Paper trails

A few weeks after Milwaukee — after the Reddit wave, the interviews, the late-night research spirals — a white envelope showed up at my door. The return address was Brooklyn. Inside was a stack of zines: my first set of Train Songz back issues.

They weren’t slick.

They weren’t algorithmic.

They weren’t designed for virality.

They were handmade. Physical. Thoughtful.

And I felt something I didn’t expect the moment I opened them: recognition.

A Zine in 2024? Somehow It Makes Perfect Sense

I came of age in the 90s, when zines were the lifeblood of indie culture. Punk zines, hardcore newsletters, Maximum Rocknroll — all proof a scene existed. So when I learned there was a zine orbiting the Billy Strings universe, I subscribed immediately.

But Train Songz isn’t retro for nostalgia’s sake.

It’s vital — a handmade archive of a fan community refusing to exist solely online.

What Train Songz Is — and Why It Matters

Train Songz traffics in the kind of content that has always made zines essential:

• fan essays

• illustrations

• inside jokes

• reflections

• collage-like experimentation

It reaches beyond Brooklyn, pulling in contributors from around the country. They even crowdsource envelope-stuffing duties — a tiny, perfect example of how this fandom collaborates.

It’s the scene documenting itself, in its own voice, with its own obsessions:

• railroads

• setlist statistics

• the vast universe of old-time music

• and, naturally, songs about trains

In a world where everything is “content,” Train Songz feels defiantly human.

What the Zine Taught Me

First: this scene is about myth-making.

Train Songz articulates the railroad mythology that runs through Billy’s music and American roots culture.

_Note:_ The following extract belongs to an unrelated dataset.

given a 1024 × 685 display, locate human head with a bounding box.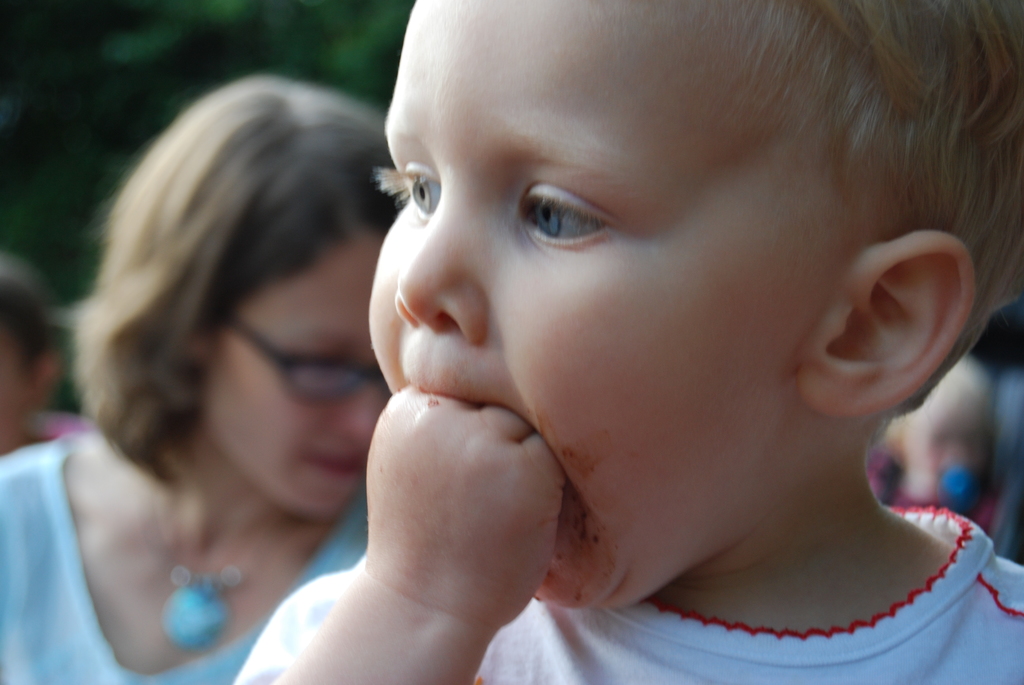
Located: left=0, top=264, right=54, bottom=406.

Second: the fandom cares deeply about preservation.

This mirrors the archival instinct behind fan projects like BillyBase and the broader culture of tapering and documentation.

Third: the scene contains multitudes — thinkers, writers, observers, data analysts, historians, jokesters.

Fourth: Billy’s audience has more in common with punk and DIY ethos than people realize.

There’s the same spirit of self-publishing, self-organizing, and self-understanding.

A Bridge Between My Past and This Project

Beyond being an education, Train Songz reminded me that what I’m making shouldn’t feel sterile. It should feel lived in. Handheld. Messy. Alive.

Like a zine.

I reached out to the folks behind Train Songz, and plan to feature this unique expression of Billy life in the film. It’s too honest, too smart, too lovingly strange not to include.

If Milwaukee showed me the size of this story, Train Songz gave me a glimpse into its soul.